We GenZers keep talking about breaking toxic generational cycles, but we forget the most important asset that makes our victory over generational trauma certain. The assets of a steady career, accumulated wealth, and retirement planning. Rapid industrial and technological advancements have made it near impossible to be an up-to-date diva while taking career breaks. 
This has a compounding impact on the trajectory of your whole life: your wealth, your savings, your safety blanket, and your financial independence. Studies have found that even high-performing women who took career breaks remain 20-30% behind lifetime earnings compared to no-break peers.

Image Credits: Pexels

We extensively discussed fewer and slower promotion cycles for post-break women earlier; we skipped out on the ripples this has on leadership pipelines. More women on career breaks translates to more women on the leadership board, which ultimately means less representation and equal standards. 
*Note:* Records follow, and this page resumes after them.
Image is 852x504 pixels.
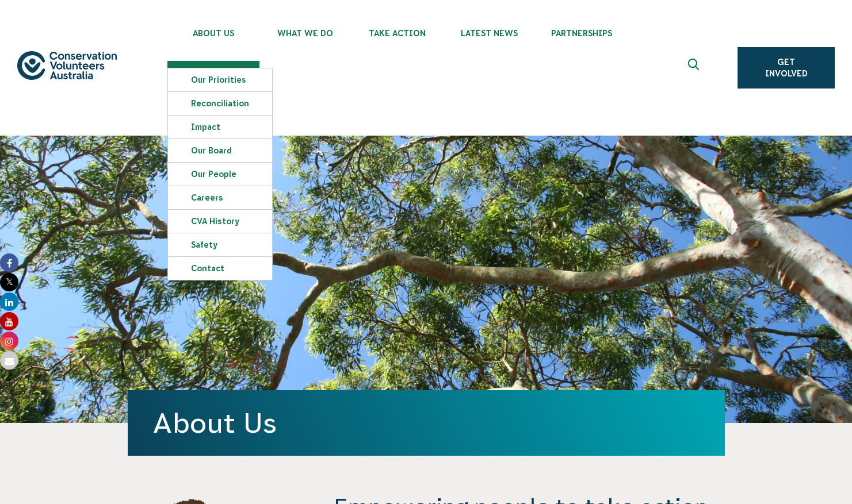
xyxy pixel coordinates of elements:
a: Impact [168,115,272,138]
a: Our Board [168,139,272,162]
h1: About Us [153,408,700,439]
span: Expand search box [688,59,703,77]
span: Take Action [351,29,444,38]
a: CVA history [168,210,272,233]
img: logo.svg [18,51,117,80]
a: Reconciliation [168,92,272,115]
span: Latest News [444,29,536,38]
a: Our People [168,163,272,186]
button: Expand search box Close search box [682,54,709,82]
span: Partnerships [536,29,628,38]
a: Contact [168,257,272,280]
span: About Us [167,29,260,38]
a: Careers [168,186,272,209]
span: What We Do [260,29,351,38]
a: Our Priorities [168,69,272,92]
a: Get Involved [737,47,835,89]
a: Safety [168,234,272,257]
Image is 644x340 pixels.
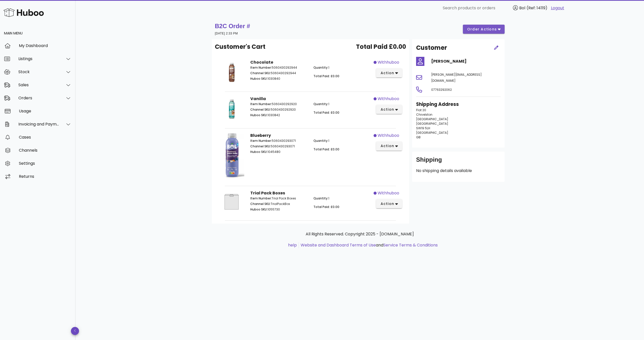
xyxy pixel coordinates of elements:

Peripheral Note: Circling back to generational trauma cycles, post-break employment setbacks leave a crumbling echo on children's perceptions about gender roles. 

Rethinking “Time Away”

Career breaks don't just empty your wallet. They close doors and lock women out of professional spaces where they can excel.  Consequently, career breaks need a socio-economic and cognitive narrative reframing. It has to stop being a penalty and start being a capital investment with transferable skills. That can only happen when women have a veritable abundance of flexible leadership roles, returnship programs with actionable projections, and bias training. In short, the rigid career timelines need to exit the stage entirely.